Last week, my daughter’s chareidi school had a pre-Chanukah party in which the girls performed a number of songs on the holiday theme (or so I was told by my wife, who was allowed to attend; as a man, I was not). The songs were well known selections such as “Baruch Elokeinu she-beranu le-khvodo…” and “Ashreinu mah tov chelkeinu”. The themes of these songs was Jewish isolation and separatism.
I recently read several articles by Dr. Benjamin Brown, including “Rabbi E.M. Shach: Admiration of Spirit, Critique of Nationalism, and Political Involvement”. The thesis of the article is that this type of separatism was a pillar of R’ Shach’s worldview and politics.

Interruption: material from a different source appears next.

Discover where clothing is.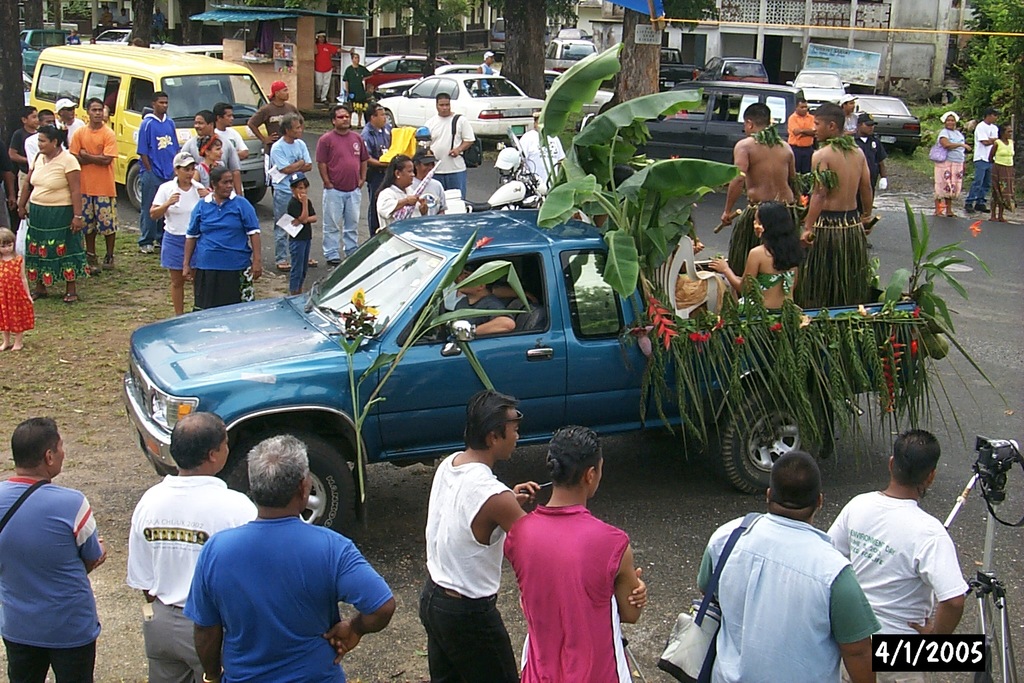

Chanukah, in this way of thinking, celebrates the maintenance of the purity of the Jewish/ Torah way of life in the face of prevailing culture. As opposed to the Zionist celebration, which focuses on the external enemy of the Chanukah story, the Chareidi narrative highlights the internal enemies, the Hellenizing Jews, as the primary antagonists (a point which I satirized with an alternative story of the origin of the custom of spinning the dreidl here).
Many of the themes of the holiday lend themselves easily to this approach – small lights in the face of overwhelming darkness, untouched flasks of pure oil, an obligation of the entire household as one, the idea of being surrounded by mitzvot, and the notable midrash that appears in Rashi on the leyning for the last day of Chanukah – “shelcha gedolah mi-shelahem, she-atah meitiv u-madlik et ha-neitrot” (“yours is superior to theirs, for you set up and light the candles”).

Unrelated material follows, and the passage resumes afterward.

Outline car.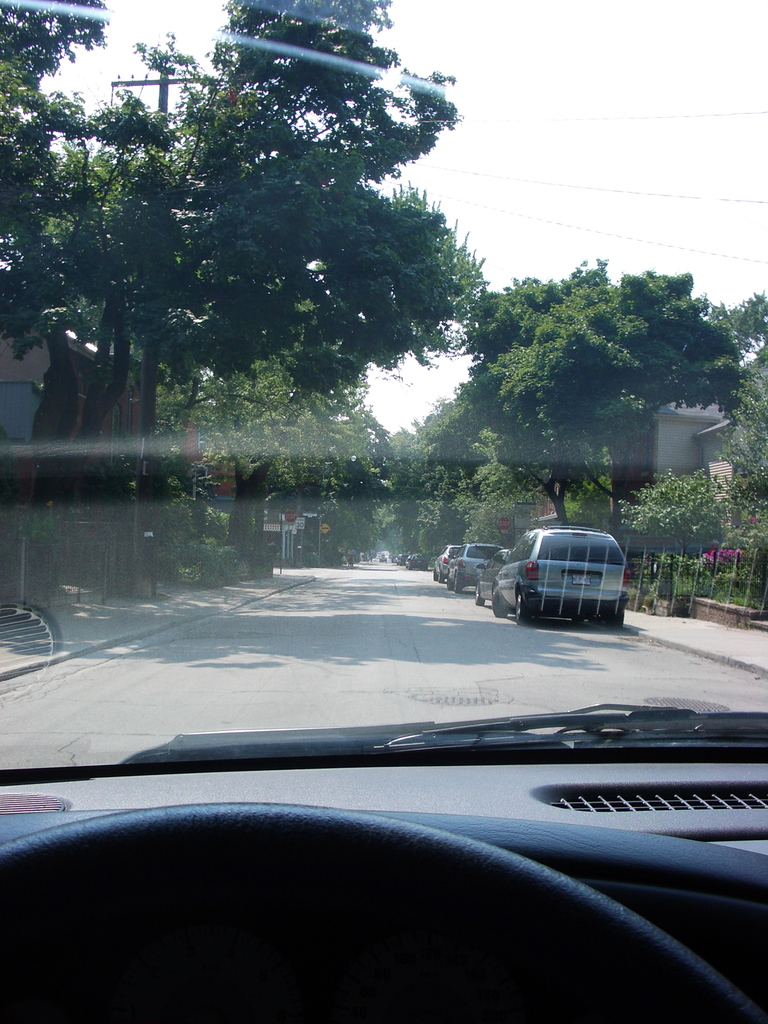
Outline: <bbox>378, 557, 385, 560</bbox>.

In truth, the themes of particularism and universalism have been in tension within Judaism for a very long time – even before the Chanukah story. I do not believe that it is possible to resolve the question of whether Judaism in universal or particularist in favor of one approach or the other. There is no doubt, though, that different groups of Jews have adopted attitudes all along the spectrum. The Chareidi approach strongly tends toward the particularist end of the spectrum. Like the Zionist celebration, this approach picks up on the elements of Chanukah that corroborate its fundamental narrative of radical cultrural/ religious isolationism.